September 23, 2020

"The sun is rising, trumpets are playing, all signifying redemption."

How happy I was to find only that when I searched for "trump" on the page "How Can We Bear This Much Loss?/In William Blake’s engravings for the Book of Job I found a powerful lesson about grief and attachment" by Amitha Kalaichandran (NYT).
In Blake’s penultimate illustration in this series Job is pictured with his daughters.... The sun is rising, trumpets are playing, all signifying redemption. Job became a fundamentally changed man after being tested to his core. He has accepted that life is unpredictable and loss is inevitable. Everything is temporary and the only constant, paradoxically, is this state of change.

11 comments:

Yancey Ward said...

No one apparently has any perspective on life any longer. As of this morning, there have been 2,022,937 deaths in the US since the last week of December. There were 3 million who died last year....and the year before that. 3 million will die next year, and the year after that.

You mourn individuals. Mourning the deaths of the masses who died of COVID or cancer, for example, is just maudlin. 75 years from now, all of reading this blog right now will be dead. Our family's and friends that are still alive will mourn us (or most of us), but no else will or should.

Fernandinande said...

life is unpredictable and loss is inevitable. Everything is temporary and the only constant, paradoxically, is this state of change.

Gee, ya think?

Quayle said...

“ the only constant”

The constant is that every day is a new learning experience provided by a loving father and faithful brother. And he’ll get us through it.

NorthOfTheOneOhOne said...

Didn't click on the link, is this about Ginsburg?

Denton Romans said...

This is beautiful, and just what I needed to read today. I share your happiness and not having politics intrude on a subject that is both much grander and more intimate.

This led me to the author's blog, which also led me to this very enjoyable snippet about Bill Haye's life with Sacks for the last several years of his life:
https://www.irishtimes.com/culture/books/bill-hayes-and-oliver-sacks-how-to-love-and-lose-one-of-the-world-s-smartest-men-1.3045231

YoungHegelian said...

He has accepted that life is unpredictable and loss is inevitable. Everything is temporary and the only constant, paradoxically, is this state of change.

That's what Amitha Kalaichandran understands the ending of the Book of Job to be about? Really?! Who knew that the Israelite Wisdom movement was so New Age-y?

"Okay, Amitha, just set the Bible down & walk away very slowly & no one will suffer a hermeneutic smackdown..."

Joe Smith said...

I looked up Job...seems like he was a patient guy.

But what about Gob?

https://youtu.be/IvwyOrTB-rQ

Donald said...

I'm reluctant to write this for fear of triggering your instinctive aversion to anything Clinton or Obama these days, but when I read your post title, I thought you were going to riff on something from HRC in 2008 (I didn't remember HRC's exact words, which are admittedly not close to these but have the same vibe):

https://www.youtube.com/watch?v=89ia8I2jtfI

iowan2 said...

He has accepted that life is unpredictable and loss is inevitable. Everything is temporary and the only constant, paradoxically, is this state of change.

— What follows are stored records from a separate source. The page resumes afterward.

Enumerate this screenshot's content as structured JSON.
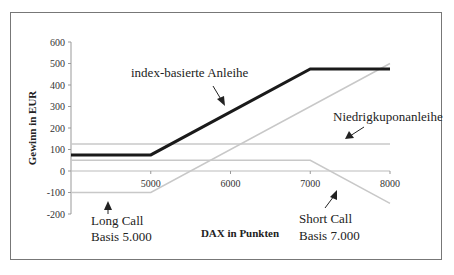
{
  "chart_data": {
    "type": "line",
    "title": "",
    "xlabel": "DAX in Punkten",
    "ylabel": "Gewinn in EUR",
    "xlim": [
      4000,
      8000
    ],
    "ylim": [
      -200,
      600
    ],
    "x_ticks": [
      "5000",
      "6000",
      "7000",
      "8000"
    ],
    "y_ticks": [
      "600",
      "500",
      "400",
      "300",
      "200",
      "100",
      "0",
      "-100",
      "-200"
    ],
    "grid": false,
    "legend": "none (inline annotations)",
    "series": [
      {
        "name": "index-basierte Anleihe",
        "color": "#1a1a1a",
        "width": 3,
        "x": [
          4000,
          5000,
          7000,
          8000
        ],
        "y": [
          75,
          75,
          475,
          475
        ]
      },
      {
        "name": "Niedrigkuponanleihe",
        "color": "#c8c8c8",
        "width": 1.5,
        "x": [
          4000,
          8000
        ],
        "y": [
          125,
          125
        ]
      },
      {
        "name": "Long Call Basis 5.000",
        "color": "#c8c8c8",
        "width": 1.5,
        "x": [
          4000,
          5000,
          8000
        ],
        "y": [
          -100,
          -100,
          500
        ]
      },
      {
        "name": "Short Call Basis 7.000",
        "color": "#c8c8c8",
        "width": 1.5,
        "x": [
          4000,
          7000,
          8000
        ],
        "y": [
          50,
          50,
          -150
        ]
      }
    ],
    "annotations": [
      {
        "text": "index-basierte Anleihe"
      },
      {
        "text": "Niedrigkuponanleihe"
      },
      {
        "text_line1": "Long Call",
        "text_line2": "Basis 5.000"
      },
      {
        "text_line1": "Short Call",
        "text_line2": "Basis 7.000"
      }
    ]
  }
}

That's a quote to live by. accepted is the virtue that leads you to personal peace and serenity.

iowan2 said...

Our family's and friends that are still alive will mourn us (or most of us), but no else will or should.

I have lived long enough, involved in agriculture my entire life, to watch men working themselves literally, "to death" building a legacy, to see 30 years later, nobody remembers them. Except for those handful of family and the closest of friends.

Life is short. Too short, to waste it trying to impress people you barely know.

Earnest Prole said...

Thanks for this. What I remember most from a close reading of Job nearly forty years ago is how Job's friends were closer to vaudeville comedic tormentors.